Chaucer's Best Tale: The Extraordinary Story of His Own Life!
▲ 23 r/Middle_English+4 crossposts

Chaucer's Best Tale: The Extraordinary Story of His Own Life!

Many know Geoffrey Chaucer as the famous Middle English poet who wrote The Canterbury Tales. But did you know that Chaucer’s life could still be considered extraordinary even if he never wrote that poem? Indeed, he went to war in France, he witnessed and survived the Black Death as well as the Peasants’ Revolt, he traveled across Spain and Italy, he oversaw the construction of famous architectural works, and he lived long enough to serve three different English kings. This is Chaucer’s best tale, the story of his own life.

timothyrjeveland.com
u/RecluseRaconteur — 3 days ago
▲ 268 r/MedievalHistoryMemes+1 crossposts

Why does medieval fantasy armor look like trash when they have so many awesome examples from history to glean from?

Answer: Fantasy armor generally sucks because it's designed by an uneducated DEI hire in California over the course of 2 hours while drinking a soy milk matcha latte instead of generations of medieval masters who actually specialize in designing armor. Simple as.

u/RecluseRaconteur — 14 days ago

Fantasy is supposed to help people escape reality, but it becomes kind of pointless when armor in reality is awesome and fantasy armor is still trying to cope. 🤣

To cope, they just try to make fantasy armor more "fanciful" and can never compete with the best of real medieval aesthetics. I'm not biased; it's facts. I spent the last 6 years working on a fantasy book that has my own fantasy armor designs, so trust me I know how hard this is to hear for a fantasy lover. The only solution: Make armor in fantasy more historically-inspired, because badass medieval armor is one thing about reality we should have no need to escape from. If anything, I need to escape fantasy just to see the real armor again. Ah, it's medicine for my eyes!

u/RecluseRaconteur — 1 month ago
🔥 Hot ▲ 8.6k r/MedievalHistoryMemes

No excuses for this

I wont stop making memes until the cockwombles in Hollywood realize you can still tell a good medieval story without making kings look like dirty bums with impractical armor that doesn't even fit properly.

If you rely on gray filters and putting mud everywhere to set a mood then you shouldn't be working in film.

u/RecluseRaconteur — 2 months ago

Chairs weren't as comfortable and standing around was more common back then. The results spoke for themselves, and still do today through the lens of 16th-century paintings.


--- TASK ITEM ---
Would you retype the listing below word for word, without any of its pictures?

--- DATA FOR ANALYSIS ---
________________

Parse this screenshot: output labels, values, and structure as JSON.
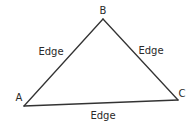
{
  "diagram": {
    "type": "triangle-graph",
    "colors": {
      "background": "#ffffff",
      "stroke": "#333333",
      "text": "#2a2a2a"
    },
    "vertices": [
      {
        "id": "A",
        "label": "A",
        "x": 24,
        "y": 106,
        "label_x": 19,
        "label_y": 98
      },
      {
        "id": "B",
        "label": "B",
        "x": 103,
        "y": 19,
        "label_x": 103,
        "label_y": 11
      },
      {
        "id": "C",
        "label": "C",
        "x": 178,
        "y": 100,
        "label_x": 182,
        "label_y": 94
      }
    ],
    "edges": [
      {
        "from": "A",
        "to": "B",
        "label": "Edge",
        "label_x": 51,
        "label_y": 52
      },
      {
        "from": "B",
        "to": "C",
        "label": "Edge",
        "label_x": 151,
        "label_y": 51
      },
      {
        "from": "A",
        "to": "C",
        "label": "Edge",
        "label_x": 103,
        "label_y": 116
      }
    ]
  }
}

________________

--- RESPONSE TO THE TASK ---
Parse this screenshot: output labels, values, and structure as JSON.
{
  "diagram": {
    "type": "triangle-graph",
    "colors": {
      "background": "#ffffff",
      "stroke": "#333333",
      "text": "#2a2a2a"
    },
    "vertices": [
      {
        "id": "A",
        "label": "A",
        "x": 24,
        "y": 106,
        "label_x": 19,
        "label_y": 98
      },
      {
        "id": "B",
        "label": "B",
        "x": 103,
        "y": 19,
        "label_x": 103,
        "label_y": 11
      },
      {
        "id": "C",
        "label": "C",
        "x": 178,
        "y": 100,
        "label_x": 182,
        "label_y": 94
      }
    ],
    "edges": [
      {
        "from": "A",
        "to": "B",
        "label": "Edge",
        "label_x": 51,
        "label_y": 52
      },
      {
        "from": "B",
        "to": "C",
        "label": "Edge",
        "label_x": 151,
        "label_y": 51
      },
      {
        "from": "A",
        "to": "C",
        "label": "Edge",
        "label_x": 103,
        "label_y": 116
      }
    ]
  }
}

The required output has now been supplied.